Don’t spring forward; fall back!

Remember to set your clocks back an hour on November 7.

Photo by the Italian voice on Flickr

Remember to set your clocks back an hour on November 7.

It’s that time of year again! Daylight Saving will end on Sunday November 7, where we will have to set our clocks back one hour. But what is Daylight Saving? What’s its purpose? Who invented it? Well, you have come to the right place, because we will give you the answer here, some background information, its history, and you might learn a thing or two in the process. 

Daylight Savings, also known as Daylight Saving Time (DST), is a practice where clocks are adjusted or moved one hour forward during warmer months.
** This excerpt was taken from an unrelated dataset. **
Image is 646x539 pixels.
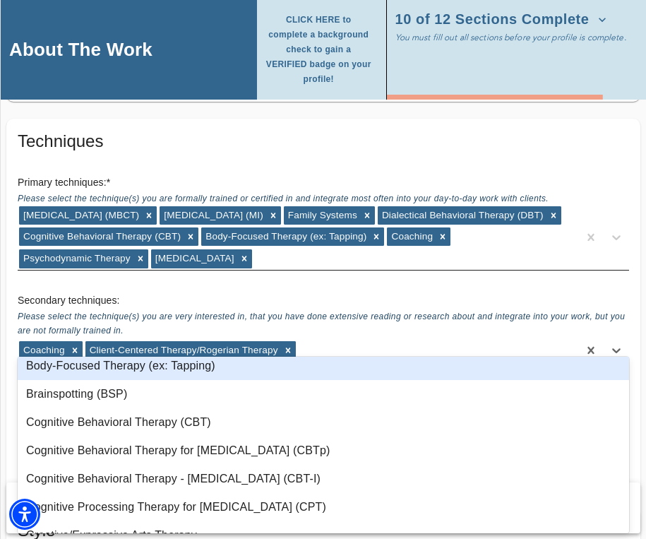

That way, darkness will fall at a later time, and we can make better use of natural daylight. Around 70 countries implement DST presently. Standard time is when that hour is taken back and early evening darkness resumes. 

DST was suggested by George Hudson in 1895. He was an entomologist in New Zealand, and proposed the idea for the sole purpose of having two extra hours of daylight to go bug hunting in the summer. But it was first implemented during World War I in Germany, in 1916, by moving clocks forward one hour, to use less power for lighting and save fuel for the war. Then the United States followed suit in 1918, because of a bill that introduced the idea of a seasonal time shift, but only lasted around seven months. During World War II, Daylight Savings was reestablished, from February 1942 to the end of September 1945.

In 1966, the Uniform Time Act established the idea of a yearly time change, and DST would start the last Sunday of April and end the last Sunday of October. During the oil embargo of 1973, however, Congress ordered a period of Daylight Saving that would last over a year, from January 1974 to April 1975. But it wasn’t very effective, so the United States reverted back to standard time, in October of 1984.

DST began the first weekend of April until the last weekend in October from 1987 to 2006. Then, in 2007, the structure changed once again; DST would start from the second Sunday in March until the first Sunday in November. From that year until now, it has been the same days and hasn’t changed, but in recent times, there has been a push to make DST something that lasts the whole year. Some states have even advocated to make this a law. Some states and territories do not change the clocks annually and some parts of the world also maintain the same time schedule year round.

With that being said, I hope you learned a thing or two about Daylight Saving time. Don’t forget to “fall back” one hour and change your clocks on November 7!